DeVercellys aid in first federal anti-hazing act

By Grace Bertrand

For more than a decade, Julie and Gary DeVercelly have called for national attention to hazing in the wake of their son’s passing, Gary DeVercelly Jr., and in December, they finally achieved what they had been fighting for. 

Former President Joe Biden signed into law the first federal anti-hazing legislation on Dec. 23, 2024, a response to the death of Gary DeVercelly Jr. and others who have died as a result of hazing. 

“Gary and I are not political people,” said Julie DeVercelly. “We are just parents who have lost a child unnecessarily, working to make things right so that other students can be safe when they come on campus.” 

The Stop Campus Hazing Act, first introduced in September 2023, requires colleges and universities to disclose reported statistics on hazing incidents, publish information related to incidents and publish information involving anti-hazing policies and prevention programs, according to congress.gov.  

Decades-long battle 

In March 2007, Gary DeVercelly Jr. was killed as a result of a hazing ritual with fraternity Phi Kappa Tau. For the last 18 years, the DeVercellys have placed focus on taking federal action against hazing, and in 2014, they began laying the foundations for their initiative. 

“We’ve been waiting for this for a long time and we’re both just in shock and very emotional,” said Julie DeVercelly. “I went to the cemetery right afterwards just to be with Gary before it closed.”

Alongside the anti-hazing coalition, the DeVercellys have faced many obstacles and challenges in getting the law passed over the years, such as the Higher Education Act, COVID-19 and pushback from the lobbying group, Arnold and Porter, or as they called them, the “frat pack.” 

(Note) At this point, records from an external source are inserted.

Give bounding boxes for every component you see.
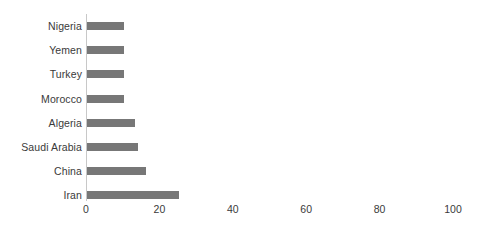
bar-row: Morocco — [0, 87, 491, 111]
x-tick-label: 60 — [300, 203, 312, 215]
category-label: Turkey — [50, 68, 82, 80]
bar-nigeria — [87, 22, 124, 30]
category-label: China — [54, 165, 82, 177]
category-label: Algeria — [49, 117, 82, 129]
bar-turkey — [87, 70, 124, 78]
category-label: Morocco — [41, 93, 82, 105]
plot-area: Nigeria Yemen Turkey Morocco Algeria Sau… — [0, 0, 491, 242]
bar-yemen — [87, 46, 124, 54]
x-axis: 0 20 40 60 80 100 — [0, 203, 491, 223]
bar-row: Algeria — [0, 111, 491, 135]
bar-row: Nigeria — [0, 14, 491, 38]
bar-row: Turkey — [0, 62, 491, 86]
x-tick-label: 40 — [227, 203, 239, 215]
category-label: Nigeria — [48, 20, 82, 32]
x-tick-label: 20 — [154, 203, 166, 215]
bar-row: China — [0, 159, 491, 183]
bar-saudi-arabia — [87, 143, 138, 151]
bar-chart: Nigeria Yemen Turkey Morocco Algeria Sau… — [0, 0, 491, 242]
category-label: Saudi Arabia — [21, 141, 82, 153]
bar-iran — [87, 191, 179, 199]
category-label: Yemen — [49, 44, 82, 56]
bar-row: Yemen — [0, 38, 491, 62]
bar-china — [87, 167, 146, 175]
category-label: Iran — [64, 189, 83, 201]
x-tick-label: 0 — [83, 203, 89, 215]
bar-row: Saudi Arabia — [0, 135, 491, 159]
x-tick-label: 80 — [374, 203, 386, 215]
x-tick-label: 100 — [444, 203, 462, 215]
bar-morocco — [87, 95, 124, 103]
bar-algeria — [87, 119, 135, 127]
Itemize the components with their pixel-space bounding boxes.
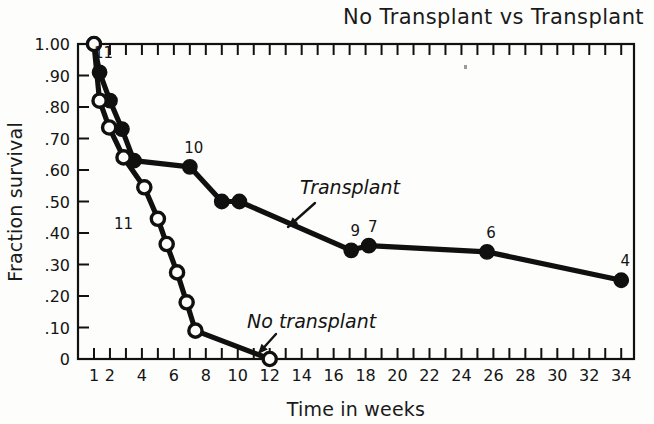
y-tick-label: .80 — [45, 98, 70, 117]
x-tick-label: 28 — [515, 366, 535, 385]
x-tick-label: 26 — [483, 366, 503, 385]
data-point-no-transplant — [189, 324, 202, 337]
data-point-transplant — [232, 194, 246, 208]
point-count-label: 11 — [114, 215, 133, 233]
y-tick-label: .30 — [45, 256, 70, 275]
x-tick-label: 8 — [201, 366, 211, 385]
x-tick-label: 14 — [291, 366, 311, 385]
annotation-no-transplant: No transplant — [247, 310, 378, 332]
x-tick-label: 18 — [355, 366, 375, 385]
data-point-transplant — [215, 194, 229, 208]
data-point-no-transplant — [93, 94, 106, 107]
y-tick-label: 0 — [60, 350, 70, 369]
y-tick-label: .70 — [45, 130, 70, 149]
x-tick-label: 16 — [323, 366, 343, 385]
point-count-label: 6 — [486, 224, 496, 242]
x-axis-tick-labels: 1246810121416182022242628303234 — [89, 366, 632, 385]
scan-speck — [464, 65, 467, 69]
x-tick-label: 30 — [547, 366, 567, 385]
chart-title: No Transplant vs Transplant — [343, 5, 644, 29]
x-tick-label: 1 — [89, 366, 99, 385]
x-tick-label: 12 — [260, 366, 280, 385]
data-point-no-transplant — [117, 151, 130, 164]
data-point-no-transplant — [180, 296, 193, 309]
y-tick-label: .40 — [45, 224, 70, 243]
x-tick-label: 24 — [451, 366, 471, 385]
point-count-label: 7 — [368, 218, 378, 236]
x-tick-label: 6 — [169, 366, 179, 385]
point-count-label: 11 — [94, 44, 113, 62]
data-point-no-transplant — [263, 352, 276, 365]
y-tick-label: .20 — [45, 287, 70, 306]
data-point-transplant — [480, 245, 494, 259]
x-tick-label: 34 — [611, 366, 631, 385]
annotation-transplant: Transplant — [300, 176, 402, 198]
x-tick-label: 2 — [105, 366, 115, 385]
x-tick-label: 22 — [419, 366, 439, 385]
x-tick-label: 20 — [387, 366, 407, 385]
x-tick-label: 4 — [137, 366, 147, 385]
y-tick-label: 1.00 — [34, 35, 70, 54]
survival-curve-figure: No Transplant vs Transplant 124681012141… — [0, 0, 654, 424]
x-axis-title: Time in weeks — [286, 398, 425, 420]
data-point-no-transplant — [170, 266, 183, 279]
data-point-no-transplant — [103, 121, 116, 134]
data-point-transplant — [344, 243, 358, 257]
y-tick-label: .10 — [45, 319, 70, 338]
point-count-label: 9 — [350, 222, 360, 240]
y-axis-title: Fraction survival — [4, 122, 26, 282]
data-point-transplant — [362, 238, 376, 252]
data-point-no-transplant — [160, 237, 173, 250]
data-point-no-transplant — [151, 212, 164, 225]
point-count-label: 10 — [184, 139, 203, 157]
y-tick-label: .50 — [45, 193, 70, 212]
x-tick-label: 10 — [228, 366, 248, 385]
point-count-label: 4 — [620, 252, 630, 270]
y-tick-label: .60 — [45, 161, 70, 180]
data-point-no-transplant — [138, 181, 151, 194]
data-point-transplant — [614, 273, 628, 287]
data-point-transplant — [183, 160, 197, 174]
x-tick-label: 32 — [579, 366, 599, 385]
y-tick-label: .90 — [45, 67, 70, 86]
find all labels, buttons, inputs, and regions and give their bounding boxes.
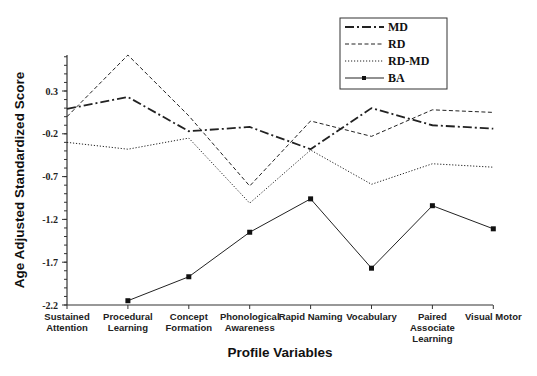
y-tick-label: -0.2	[42, 128, 58, 139]
ba-marker	[186, 274, 191, 279]
x-tick-label: Rapid Naming	[279, 311, 343, 322]
ba-marker	[247, 230, 252, 235]
ba-marker	[125, 298, 130, 303]
legend-label-rd-md: RD-MD	[388, 54, 430, 68]
x-tick-label: PhonologicalAwareness	[220, 311, 280, 333]
y-tick-label: -1.2	[42, 214, 58, 225]
y-tick-label: -2.2	[42, 300, 58, 311]
axes: 0.3-0.2-0.7-1.2-1.7-2.2SustainedAttentio…	[42, 55, 522, 344]
series-md-line	[67, 97, 493, 149]
ba-marker	[369, 266, 374, 271]
y-tick-label: -1.7	[42, 257, 58, 268]
x-axis-title: Profile Variables	[227, 345, 332, 360]
x-tick-label: PairedAssociateLearning	[410, 311, 455, 344]
legend-label-rd: RD	[388, 37, 406, 51]
series-rd-md-line	[67, 138, 493, 203]
legend-label-md: MD	[388, 20, 408, 34]
line-chart: 0.3-0.2-0.7-1.2-1.7-2.2SustainedAttentio…	[0, 0, 537, 376]
series-lines	[67, 55, 496, 303]
y-axis-title: Age Adjusted Standardized Score	[12, 71, 27, 288]
x-tick-label: Visual Motor	[465, 311, 522, 322]
legend-marker	[362, 76, 366, 80]
x-tick-label: ProceduralLearning	[103, 311, 153, 333]
x-tick-label: SustainedAttention	[44, 311, 90, 333]
ba-marker	[308, 196, 313, 201]
ba-marker	[491, 226, 496, 231]
legend: MDRDRD-MDBA	[340, 18, 447, 89]
y-tick-label: 0.3	[46, 86, 59, 97]
ba-marker	[430, 203, 435, 208]
y-tick-label: -0.7	[42, 171, 58, 182]
series-ba-line	[128, 199, 493, 301]
x-tick-label: Vocabulary	[346, 311, 397, 322]
legend-label-ba: BA	[388, 71, 405, 85]
x-tick-label: ConceptFormation	[166, 311, 213, 333]
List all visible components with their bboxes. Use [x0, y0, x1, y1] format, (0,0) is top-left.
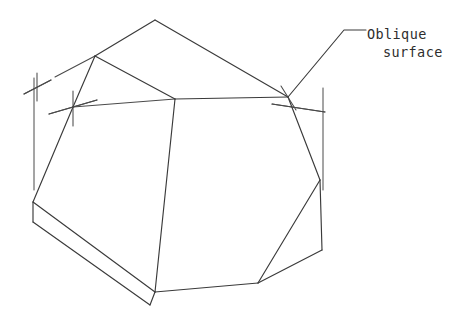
drawing-canvas: Oblique surface: [0, 0, 466, 314]
leader-line: [288, 30, 366, 97]
annotation-label: Oblique surface: [367, 26, 443, 60]
cross-marker-left: [24, 73, 51, 101]
oblique-surface-label-line-1: Oblique: [367, 26, 427, 42]
annotation-leader: [288, 30, 366, 97]
technical-drawing-svg: Oblique surface: [0, 0, 466, 314]
oblique-surface-label-line-2: surface: [383, 44, 443, 60]
solid-faces: [33, 20, 322, 305]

“Knowing what was right was always kind of our North Star,” said Gary DeVercelly Sr. in what motivated them to keep pushing for the law to be passed. 

Different from the End All Hazing Act, introduced in 2021, the Stop Campus Hazing Act calls for all universities to take more specific actions with their reports and creates a firm, agreed-upon definition of what hazing means. The DeVercellys were able to take parts of the act and combine it with the REACH Act to form the Stop Campus Hazing Act.

While the tragedy of their son happened nearly two decades ago, the DeVercellys explained how the number of hazing deaths identified across the nation have only increased. 

The DeVercellys’ mission and hope is for all universities to recognize the issue before more parents have to bury their children. For them, it starts with holding fraternities accountable for what goes on in their local chapters.  

In a soon-to-be-released docuseries, “Protect the House,” director Daniel Catullo worked with several different families that endured the consequences of hazing first-hand, including the DeVercellys, who have been a part of the film’s production for six years.  

“They were on a mission and they pulled it off,” said Catullo, who filmed the DeVercellys every step of the way in getting the bill passed. 

The years of footage has since been broken up into two parts: the set docuseries that directly calls out the government’s part in allowing hazing to happen and a feature film surrounding the families who lost their children. 

“As we started seeing the story unfold, we started realizing the real heroes in this world are these families,” said Catullo. “The story of them turning their grief into something good and positive was just too powerful not to tell.”

A ‘safer way’

While the new federal law creates transparency between universities and the public, it does not put a stop to the problem entirely. Aware of the impossibility to completely get rid of hazing on campuses, the DeVercellys hope is for the law to dramatically lessen, if not cease, the kind of hazing that causes tragedy and harm. 

“We can start showing an alternative way to do what hazing attempts to do and that is create unity and bonding together,” said Julie DeVercelly. 

In the years since their son’s death, the DeVercellys have worked together with Rider to turn the culture of Greek life around. Their efforts in partnership with the university have always been to ensure another tragedy like theirs never happens at Rider again. 

Last fall, Rider’s Greek Council hosted a march for National Hazing Prevention Week, where all fraternities and sororities walked around Centennial Lake in solidarity.

Vice President of Membership Development for Rider University Greek Council Matteo Vasquez, a junior finance major, was in agreement with the DeVercellys mission to end hazing: “There are safer ways to build bonds. You don’t need to put yourself in any kind of danger or humiliation.”

No longer having residence halls exclusively for fraternities, Rider has since instated an anti-hazing policy that applies to anyone associated with student organizations. The policy requires all faculty, staff, campus security authorities, students and parents to report any hazing allegations to Public Safety. 

“When Gary died, I wanted to see Rider burned to the ground and have the earth salted so that nothing could ever grow there again,” said Gary DeVercelly Sr. “But they saw what happened, they saw what they did wrong and they corrected it. Now if I had a child or grandchild and they wanted to go to Rider, I wouldn’t hesitate and that’s saying something.”